A new planning application is in for the Brake Shear House site. The design has good and weak points, so the Barnet Society is minded to be neutral about it. You can comment on it until Friday 7th September.

A new planning application is in for the Brake Shear House site. The design has good and weak points, so the Barnet Society is minded to be neutral about it. You can comment on it until Friday 7th September.

Big new housing developments such as Elmbank, opposite the Arkley public house, are changing the face of High Barnet – and plans are likely to be presented during 2018 for several more sizeable schemes.

After remaining empty and abandoned for over a year, High Barnet’s historic Brake Shear House, just off the High Street, has been brought back to life as Nightingales Emporium, a collaborative selling point for a group of artists and entrepreneurs.

Shanly Homes, which purchased the semi-derelict Brake Shear House workshops off Barnet High Street earlier this year, has appointed new architects to review the plans for redeveloping the site.

Barnet High Street’s historic Brake Shear House complex, which is boarded up ready for demolition, has gained a temporary reprieve, and former tenants of workshops and offices are being offered fresh short-term leases.

The combination of planning relaxations, housing demand, property prices and uncertainty as to Council intentions makes this a critical time for building in Chipping Barnet.

A joint approach is being made by local groups to try to ensure that the new office block to be built as part of the Brake Shear House redevelopment, just off Barnet High Street, includes as much affordable workspace as possible.
Continue reading Affordable workshops a priority for Brake Shear House site

The purchase by a property company of Barnet’s former British Legion hall at the corner of Moxon Street and Tapster Street has opened up for residential redevelopment another swathe of land immediately to the east of the High Street.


### EXERCISE BRIEF:
From the records, return each line that has the word "text" in it.

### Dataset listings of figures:
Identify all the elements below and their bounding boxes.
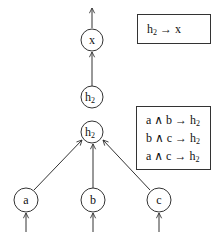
svg-text:c: c bbox=[156, 193, 161, 207]
node-h2-mid: h2 bbox=[81, 121, 103, 143]
rule-box-top: h2 → x bbox=[137, 14, 211, 44]
rule-box-bottom: a ∧ b → h2 b ∧ c → h2 a ∧ c → h2 bbox=[136, 106, 211, 170]
rule-b-and-c: b ∧ c → h2 bbox=[146, 129, 210, 147]
svg-text:x: x bbox=[89, 33, 95, 47]
rule-a-and-b: a ∧ b → h2 bbox=[146, 111, 210, 129]
node-c: c bbox=[147, 188, 171, 212]
node-x: x bbox=[81, 29, 103, 51]
rule-h2-to-x: h2 → x bbox=[147, 20, 210, 38]
edge-a-to-h2 bbox=[34, 140, 82, 190]
node-a: a bbox=[14, 188, 38, 212]
svg-text:a: a bbox=[23, 193, 29, 207]
svg-text:b: b bbox=[90, 193, 96, 207]
node-b: b bbox=[81, 188, 105, 212]
node-h2-top: h2 bbox=[81, 86, 103, 108]
rule-a-and-c: a ∧ c → h2 bbox=[146, 147, 210, 165]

### SOLUTION FOR THIS TASK:
svg-text:c: c bbox=[156, 193, 161, 207]
svg-text:x: x bbox=[89, 33, 95, 47]
svg-text:a: a bbox=[23, 193, 29, 207]
svg-text:b: b bbox=[90, 193, 96, 207]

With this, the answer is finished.